“What shall I tell you of?”

“About your own bright home in the far-off land.”

“Shall I speak to you of the coralline sea that laves the tree-fringed shores of Africa?”

“Yes, yes, tell me of that.”

“Rippling up through the snakey roots of the mangrove trees, bathing the green branches that stoop down to kiss them—oh! ’tis a lovely sea, when the great sun shines, and the cyclone and squall are far away, calm and soft and blue. Yet not all blue, for on the coral flats it is a tender green, and grey where the cloud shadows fall on it. But all placid, all warm and dreamy as if fairies dwelt in caves beneath. Then the little green islands seem to float above the sea as if only just let down from heaven.

“Sometimes great sharks float upwards from the dark depths beneath, and bask on the surface with their fins above the water, and white sea-gulls come and perch upon them just as starlings do on sheep at home.”

“How strange!

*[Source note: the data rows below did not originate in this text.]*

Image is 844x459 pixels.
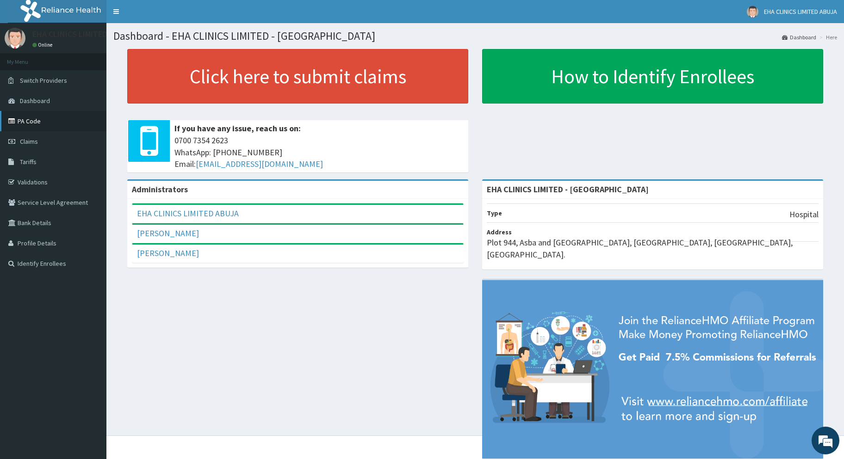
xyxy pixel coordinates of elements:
a: How to Identify Enrollees [482,49,823,104]
p: EHA CLINICS LIMITED ABUJA [32,30,132,38]
img: User Image [747,6,758,18]
span: 0700 7354 2623 WhatsApp: [PHONE_NUMBER] Email: [174,135,464,170]
strong: EHA CLINICS LIMITED - [GEOGRAPHIC_DATA] [487,184,649,195]
span: Claims [20,137,38,146]
a: Online [32,42,55,48]
a: EHA CLINICS LIMITED ABUJA [137,208,239,219]
img: provider-team-banner.png [482,280,823,459]
p: Plot 944, Asba and [GEOGRAPHIC_DATA], [GEOGRAPHIC_DATA], [GEOGRAPHIC_DATA], [GEOGRAPHIC_DATA]. [487,237,818,260]
h1: Dashboard - EHA CLINICS LIMITED - [GEOGRAPHIC_DATA] [113,30,837,42]
a: [PERSON_NAME] [137,228,199,239]
p: Hospital [789,209,818,221]
span: Tariffs [20,158,37,166]
b: Address [487,228,512,236]
b: Administrators [132,184,188,195]
a: [EMAIL_ADDRESS][DOMAIN_NAME] [196,159,323,169]
a: [PERSON_NAME] [137,248,199,259]
span: Switch Providers [20,76,67,85]
a: Dashboard [782,33,816,41]
a: Click here to submit claims [127,49,468,104]
span: Dashboard [20,97,50,105]
img: User Image [5,28,25,49]
span: EHA CLINICS LIMITED ABUJA [764,7,837,16]
b: Type [487,209,502,217]
li: Here [817,33,837,41]
b: If you have any issue, reach us on: [174,123,301,134]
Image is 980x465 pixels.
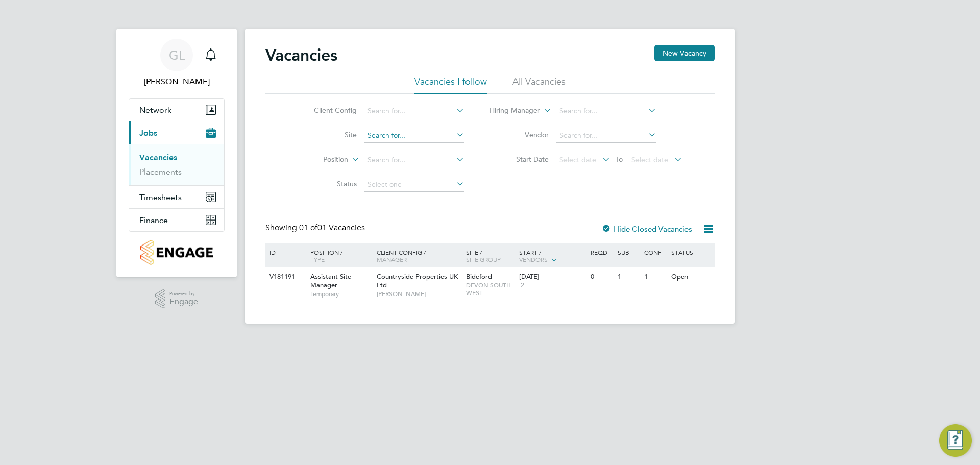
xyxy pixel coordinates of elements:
span: Select date [560,155,596,164]
div: Status [669,244,713,261]
label: Client Config [298,106,357,115]
span: Grace Ley [129,75,225,88]
button: Jobs [129,122,224,144]
span: Finance [139,215,168,225]
span: To [613,152,626,166]
div: 1 [642,267,669,286]
span: Bideford [466,272,492,281]
div: Jobs [129,144,224,185]
li: All Vacancies [512,75,566,94]
span: GL [169,49,185,62]
div: V181191 [267,267,303,286]
input: Search for... [556,129,656,143]
span: DEVON SOUTH-WEST [466,281,515,297]
span: Vendors [519,255,548,263]
label: Site [298,130,357,139]
span: Jobs [139,128,158,138]
span: Network [139,105,171,115]
label: Start Date [490,154,549,164]
label: Position [289,154,348,165]
span: Manager [377,255,407,263]
input: Select one [364,177,464,192]
div: ID [267,244,303,261]
span: 01 of [299,222,318,233]
div: Reqd [588,244,614,261]
div: Open [669,267,713,286]
input: Search for... [364,104,464,119]
label: Hide Closed Vacancies [602,224,692,234]
nav: Main navigation [117,29,237,277]
a: Go to home page [129,240,225,265]
div: Client Config / [375,244,464,268]
div: 0 [588,267,614,286]
span: Powered by [170,289,198,298]
div: Position / [303,244,375,268]
div: [DATE] [519,272,586,281]
span: Select date [631,155,669,164]
input: Search for... [364,129,464,143]
span: Site Group [466,255,501,263]
a: Placements [139,167,182,177]
span: 01 Vacancies [299,222,365,233]
label: Vendor [490,130,549,139]
input: Search for... [364,153,464,167]
span: Countryside Properties UK Ltd [377,272,458,289]
div: Showing [266,222,367,233]
a: GL[PERSON_NAME] [129,39,225,88]
a: Vacancies [139,152,177,162]
a: Powered byEngage [155,289,199,309]
span: Timesheets [139,193,182,202]
span: 2 [519,281,526,290]
label: Hiring Manager [481,106,540,116]
button: Finance [129,209,224,231]
span: Engage [170,298,198,306]
span: Assistant Site Manager [311,272,351,289]
div: Start / [517,244,588,269]
span: [PERSON_NAME] [377,290,461,298]
h2: Vacancies [266,45,337,65]
span: Temporary [311,290,372,298]
button: Network [129,98,224,121]
span: Type [311,255,324,263]
button: Engage Resource Center [940,424,972,457]
button: Timesheets [129,186,224,209]
label: Status [298,179,357,188]
div: Conf [642,244,669,261]
button: New Vacancy [655,45,715,61]
div: Sub [615,244,642,261]
div: Site / [464,244,517,268]
img: countryside-properties-logo-retina.png [140,240,212,265]
input: Search for... [556,104,656,119]
li: Vacancies I follow [414,75,487,94]
div: 1 [615,267,642,286]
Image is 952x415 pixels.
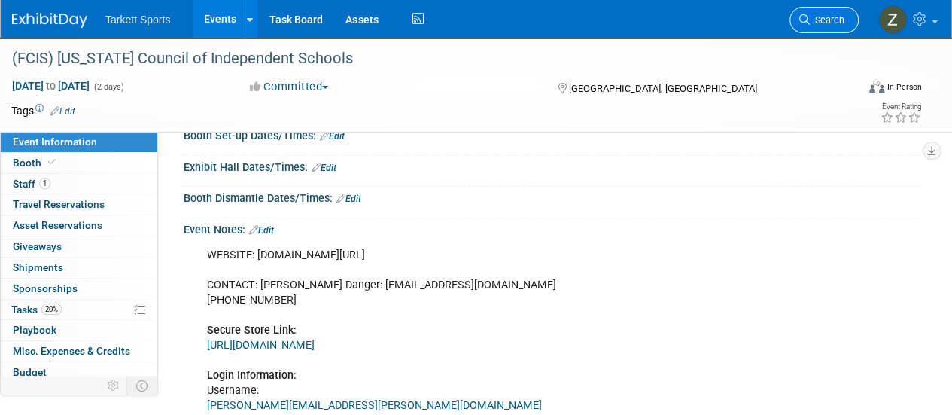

Don’t the sharks try to kill the birds?”

“No, they like it, and I think the birds sing to them and lull them to sleep, or that they tell them tales of far-off lands as I am speaking now to you.

“But on the coral reefs, where the sea, at a distance, looks so sweetly green, if you were there in a boat and looked away down to the bottom, oh! what a sight would be spread out before you! A garden of shrubs and waving flowers more lovely than anything ever seen on land.”

“How I should like to go there! But the interior of Africa is very gorgeous too, is it not?”